Once they leave his shop, what they do with the weapons is none of his business. He knows, however, and takes a certain joy in the fact, that if used properly, the weapons will do their job, they will kill human beings, kill motherfuckers that he hates, rid the fucking world of them. He doesn’t care about their race, religion, gender or sexual orientation. He hates them all equally. He sells things that kill them.
She is twenty-six years old. She is originally from Indianapolis. She has lived in LA for nine months, she moved here to become a publicist, her family did not approve.
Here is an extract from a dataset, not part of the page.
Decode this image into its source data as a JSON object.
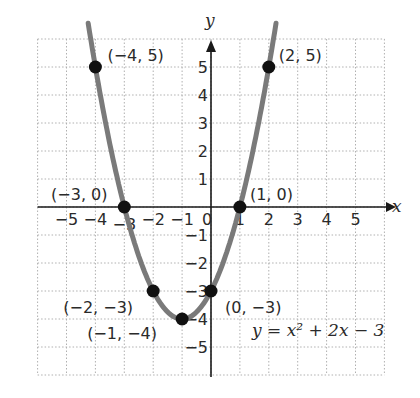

Three weeks ago she was walking through a parking garage, it was late at night, she had been on a first date, she had had two glasses of wine with dinner. Her date had wanted to walk to her car, but she liked him, really liked him, he was a year older, an entertainment attorney, someone who wanted, like her, a career and later a family, and she knew if he walked to her car he would try to kiss her. She wanted to take it slowly, try to engage in as old-fashioned a dating process as possible. She said she’d be fine. He said he would call her. She smiled and said she looked forward to it. She walked away.
She had been in the garage many times, her office was down the street, it was in Santa Monica, which is a safe, wealthy, stable community. The garage was fairly empty. She took an elevator to the fourth floor. She got out and started walking towards her car, which was on the opposite side of the garage.
She immediately felt uneasy. She started walking more quickly something was wrong wrong she was suddenly terrified absolutely fucking terrified something was wrong. She was twenty feet from her car, fifteen, ten she reached for her keys ten feet away as she reached for her keys she was terrified. He stepped out from between two cars, came at her from behind, she was five feet away, her keys in her hand.